To reduce this price tag, policymakers could consider narrowing criteria for offering summer programs only to students in Title I schools or low-proficiency schools, or students of particular grade levels:

Numbers of students, cost per student, and total cost for varisous categories of students. For full text, please see the commentary at RAND.org.

Summer programs are not the only solution to addressing learning loss. Another tactic that has been proposed is tutoring. Brown University’s Matthew Kraft and Grace Falken developed a blueprint (PDF) to nationally scale tutoring across public schools. They estimate that targeted approaches, such as focusing on K–8 Title I schools, would cost between $5 and $15 billion annually. Districts could also consider extended day programs, Saturday school, additional classroom aides, and online courses as potential strategies to help ameliorate COVID-19 related learning loss.

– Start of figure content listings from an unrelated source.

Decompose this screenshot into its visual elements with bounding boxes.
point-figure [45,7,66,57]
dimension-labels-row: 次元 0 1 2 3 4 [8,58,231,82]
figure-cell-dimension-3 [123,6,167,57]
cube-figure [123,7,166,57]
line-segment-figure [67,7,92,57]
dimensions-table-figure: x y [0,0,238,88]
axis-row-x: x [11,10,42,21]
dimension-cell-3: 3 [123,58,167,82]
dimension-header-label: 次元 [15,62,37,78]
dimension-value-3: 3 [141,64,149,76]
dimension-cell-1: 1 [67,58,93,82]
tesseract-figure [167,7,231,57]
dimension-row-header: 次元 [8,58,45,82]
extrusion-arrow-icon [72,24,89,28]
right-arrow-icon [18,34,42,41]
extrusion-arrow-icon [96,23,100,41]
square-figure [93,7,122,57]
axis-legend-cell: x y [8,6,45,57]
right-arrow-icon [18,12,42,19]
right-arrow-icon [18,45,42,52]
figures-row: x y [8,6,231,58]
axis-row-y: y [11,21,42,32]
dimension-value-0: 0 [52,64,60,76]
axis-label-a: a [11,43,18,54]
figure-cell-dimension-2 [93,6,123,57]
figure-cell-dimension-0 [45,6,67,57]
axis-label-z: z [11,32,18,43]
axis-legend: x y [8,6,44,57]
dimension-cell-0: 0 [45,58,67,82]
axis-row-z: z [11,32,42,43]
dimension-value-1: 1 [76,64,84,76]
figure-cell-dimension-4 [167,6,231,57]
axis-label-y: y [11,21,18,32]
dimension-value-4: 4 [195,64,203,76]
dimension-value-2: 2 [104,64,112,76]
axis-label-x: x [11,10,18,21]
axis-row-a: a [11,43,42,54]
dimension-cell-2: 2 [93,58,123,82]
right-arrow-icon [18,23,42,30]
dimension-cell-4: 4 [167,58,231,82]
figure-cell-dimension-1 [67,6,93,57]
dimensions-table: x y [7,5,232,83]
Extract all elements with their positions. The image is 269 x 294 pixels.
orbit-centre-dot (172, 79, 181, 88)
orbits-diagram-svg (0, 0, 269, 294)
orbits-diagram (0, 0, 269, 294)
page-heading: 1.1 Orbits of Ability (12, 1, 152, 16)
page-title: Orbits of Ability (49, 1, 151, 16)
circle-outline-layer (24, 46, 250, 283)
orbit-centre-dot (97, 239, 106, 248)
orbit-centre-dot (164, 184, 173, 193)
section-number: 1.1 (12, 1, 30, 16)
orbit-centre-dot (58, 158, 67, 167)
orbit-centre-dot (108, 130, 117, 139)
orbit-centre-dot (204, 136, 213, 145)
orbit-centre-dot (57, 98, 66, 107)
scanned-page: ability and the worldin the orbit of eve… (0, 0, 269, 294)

Widespread concern about health among families and staff is a major barrier to schools’ ability to provide more in-person instruction, and regular COVID-19 testing could play a key role in facilitating safe reopenings. Funding summer learning programs could help students who have already fallen behind — including students from vulnerable populations who were already facing inequities in learning. There are myriad other expenses that schools and districts might face as they work to safely bring students and staff back to the classroom and to address learning losses resulting from school closures. At first glance, the price tag for all these investments can appear steep. However, given estimates (PDF) that the United States could lose between $14 trillion and $28 trillion in GDP from lost learning due to COVID-19, the return on investment may more than pay off.

Grace Evans is a legislative analyst, Heather Schwartz is a senior policy researcher and director of the Pre-K to 12 Educational Systems Program, and Benjamin Master is a policy researcher at the nonprofit, nonpartisan RAND Corporation.